All a-bubble over my first listen to In Prism, I took to the Internet, where I learned that the album "is required listening for any bands still using guitars." I was feeling it. Not since their two-disc statement of purpose Exploded Drawing had Polvo sounded so together — and after 13 years of relative hiatus (not counting '97's WZLX-y Shapes), that's no mean feat. Of course, mere seconds was all it took for a friend to sample some of the songs off the Merge site and suggest a revision to the album's status: "required listening for any bands who enjoy Polvo." True enough.
The specific contributions of the Chapel Hill patron saints of busted guitars to the enduring vocabulary of indie rock may be hard to pinpoint, but only because Polvo's influence was more upon the climate. They certainly took the Louisville-scene epics on much more elegant dates (as they did on "Gemini Cusp" or "Fast Canoe" and as they now do on "A Link in the Chain").
But instead of the long abstract laps they used to run, Polvo seem way more settled into their style — at home enough within their songs to do some serious fussing over the details. Little rattlesnake guitar lines keep your eyes on the ground through "Beggar's Bowl"; "The Pedlar" might be a makeover of "Houses of the Holy" to some and the fulfillment of Shapes' promise to others; "A Link in the Chain" may be their finest foray into unattended noise ever. In Prism finds Polvo at their most forwardly sonic. Many of these songs could have come off their pivotal 1994 Celebrate the New Dark Age EP, both in sound and in spirit. More than just a slack reunion, the album marks another turning point in a band who may yet wind up describing a circle.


- **What is being asked**
Reproduce the records below exactly as they appear, omitting any pictures they contain.

[Figure record extracts]
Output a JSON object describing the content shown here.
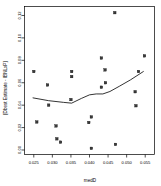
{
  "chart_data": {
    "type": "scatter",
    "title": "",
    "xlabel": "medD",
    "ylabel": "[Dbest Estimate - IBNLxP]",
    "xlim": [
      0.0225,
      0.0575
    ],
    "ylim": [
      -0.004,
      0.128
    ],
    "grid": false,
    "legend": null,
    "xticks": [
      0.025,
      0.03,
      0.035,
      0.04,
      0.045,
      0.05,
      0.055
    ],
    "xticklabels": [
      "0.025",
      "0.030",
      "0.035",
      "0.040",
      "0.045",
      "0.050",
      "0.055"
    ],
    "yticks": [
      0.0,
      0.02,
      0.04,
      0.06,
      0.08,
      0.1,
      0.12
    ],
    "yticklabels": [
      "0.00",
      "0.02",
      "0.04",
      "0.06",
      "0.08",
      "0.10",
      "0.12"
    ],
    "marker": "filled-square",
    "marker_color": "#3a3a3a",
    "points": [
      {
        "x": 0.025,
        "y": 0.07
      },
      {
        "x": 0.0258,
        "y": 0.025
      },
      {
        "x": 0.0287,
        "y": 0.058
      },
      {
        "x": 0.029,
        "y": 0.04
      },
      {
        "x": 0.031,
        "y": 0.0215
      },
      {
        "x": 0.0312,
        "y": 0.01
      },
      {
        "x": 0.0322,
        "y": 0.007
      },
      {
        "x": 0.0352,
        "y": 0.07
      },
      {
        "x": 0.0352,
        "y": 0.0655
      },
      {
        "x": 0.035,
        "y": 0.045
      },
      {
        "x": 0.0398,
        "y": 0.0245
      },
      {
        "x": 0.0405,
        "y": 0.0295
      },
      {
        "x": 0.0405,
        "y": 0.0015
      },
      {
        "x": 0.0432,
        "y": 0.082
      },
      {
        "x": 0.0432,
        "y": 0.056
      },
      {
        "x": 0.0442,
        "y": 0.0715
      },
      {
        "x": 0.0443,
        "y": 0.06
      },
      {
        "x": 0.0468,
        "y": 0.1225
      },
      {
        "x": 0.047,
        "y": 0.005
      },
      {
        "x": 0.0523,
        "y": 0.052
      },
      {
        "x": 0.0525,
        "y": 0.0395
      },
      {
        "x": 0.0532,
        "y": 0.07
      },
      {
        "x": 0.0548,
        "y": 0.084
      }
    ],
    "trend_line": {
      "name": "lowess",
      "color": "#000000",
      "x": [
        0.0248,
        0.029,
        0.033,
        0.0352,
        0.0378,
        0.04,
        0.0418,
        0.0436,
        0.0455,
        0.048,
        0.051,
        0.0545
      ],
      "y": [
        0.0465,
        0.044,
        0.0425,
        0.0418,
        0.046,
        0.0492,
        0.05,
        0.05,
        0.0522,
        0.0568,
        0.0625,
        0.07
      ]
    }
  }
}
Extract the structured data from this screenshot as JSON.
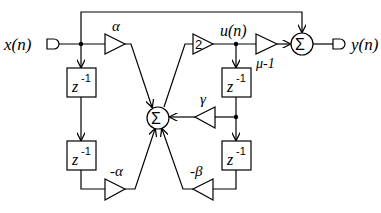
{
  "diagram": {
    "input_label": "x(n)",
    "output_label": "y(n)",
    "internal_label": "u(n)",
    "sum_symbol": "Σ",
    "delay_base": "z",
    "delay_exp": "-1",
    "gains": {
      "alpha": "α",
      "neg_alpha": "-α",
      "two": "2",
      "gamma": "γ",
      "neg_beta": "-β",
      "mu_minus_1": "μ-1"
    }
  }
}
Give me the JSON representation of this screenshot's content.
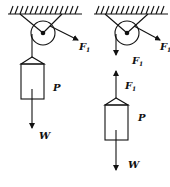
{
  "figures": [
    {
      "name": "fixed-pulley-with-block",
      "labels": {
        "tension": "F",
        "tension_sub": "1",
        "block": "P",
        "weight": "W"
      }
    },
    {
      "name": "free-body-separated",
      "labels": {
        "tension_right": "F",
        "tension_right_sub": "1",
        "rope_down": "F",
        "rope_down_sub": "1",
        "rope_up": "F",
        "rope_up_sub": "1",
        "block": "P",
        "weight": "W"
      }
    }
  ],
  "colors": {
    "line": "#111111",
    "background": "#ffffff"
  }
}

- **Result of the exercise**
Output a JSON object describing the content shown here.
{
  "chart_data": {
    "type": "scatter",
    "title": "",
    "xlabel": "medD",
    "ylabel": "[Dbest Estimate - IBNLxP]",
    "xlim": [
      0.0225,
      0.0575
    ],
    "ylim": [
      -0.004,
      0.128
    ],
    "grid": false,
    "legend": null,
    "xticks": [
      0.025,
      0.03,
      0.035,
      0.04,
      0.045,
      0.05,
      0.055
    ],
    "xticklabels": [
      "0.025",
      "0.030",
      "0.035",
      "0.040",
      "0.045",
      "0.050",
      "0.055"
    ],
    "yticks": [
      0.0,
      0.02,
      0.04,
      0.06,
      0.08,
      0.1,
      0.12
    ],
    "yticklabels": [
      "0.00",
      "0.02",
      "0.04",
      "0.06",
      "0.08",
      "0.10",
      "0.12"
    ],
    "marker": "filled-square",
    "marker_color": "#3a3a3a",
    "points": [
      {
        "x": 0.025,
        "y": 0.07
      },
      {
        "x": 0.0258,
        "y": 0.025
      },
      {
        "x": 0.0287,
        "y": 0.058
      },
      {
        "x": 0.029,
        "y": 0.04
      },
      {
        "x": 0.031,
        "y": 0.0215
      },
      {
        "x": 0.0312,
        "y": 0.01
      },
      {
        "x": 0.0322,
        "y": 0.007
      },
      {
        "x": 0.0352,
        "y": 0.07
      },
      {
        "x": 0.0352,
        "y": 0.0655
      },
      {
        "x": 0.035,
        "y": 0.045
      },
      {
        "x": 0.0398,
        "y": 0.0245
      },
      {
        "x": 0.0405,
        "y": 0.0295
      },
      {
        "x": 0.0405,
        "y": 0.0015
      },
      {
        "x": 0.0432,
        "y": 0.082
      },
      {
        "x": 0.0432,
        "y": 0.056
      },
      {
        "x": 0.0442,
        "y": 0.0715
      },
      {
        "x": 0.0443,
        "y": 0.06
      },
      {
        "x": 0.0468,
        "y": 0.1225
      },
      {
        "x": 0.047,
        "y": 0.005
      },
      {
        "x": 0.0523,
        "y": 0.052
      },
      {
        "x": 0.0525,
        "y": 0.0395
      },
      {
        "x": 0.0532,
        "y": 0.07
      },
      {
        "x": 0.0548,
        "y": 0.084
      }
    ],
    "trend_line": {
      "name": "lowess",
      "color": "#000000",
      "x": [
        0.0248,
        0.029,
        0.033,
        0.0352,
        0.0378,
        0.04,
        0.0418,
        0.0436,
        0.0455,
        0.048,
        0.051,
        0.0545
      ],
      "y": [
        0.0465,
        0.044,
        0.0425,
        0.0418,
        0.046,
        0.0492,
        0.05,
        0.05,
        0.0522,
        0.0568,
        0.0625,
        0.07
      ]
    }
  }
}
Extract the structured data from this screenshot as JSON.
{
  "diagram": {
    "input_label": "x(n)",
    "output_label": "y(n)",
    "internal_label": "u(n)",
    "sum_symbol": "Σ",
    "delay_base": "z",
    "delay_exp": "-1",
    "gains": {
      "alpha": "α",
      "neg_alpha": "-α",
      "two": "2",
      "gamma": "γ",
      "neg_beta": "-β",
      "mu_minus_1": "μ-1"
    }
  }
}
Give me the JSON representation of this screenshot's content.
{
  "figures": [
    {
      "name": "fixed-pulley-with-block",
      "labels": {
        "tension": "F",
        "tension_sub": "1",
        "block": "P",
        "weight": "W"
      }
    },
    {
      "name": "free-body-separated",
      "labels": {
        "tension_right": "F",
        "tension_right_sub": "1",
        "rope_down": "F",
        "rope_down_sub": "1",
        "rope_up": "F",
        "rope_up_sub": "1",
        "block": "P",
        "weight": "W"
      }
    }
  ],
  "colors": {
    "line": "#111111",
    "background": "#ffffff"
  }
}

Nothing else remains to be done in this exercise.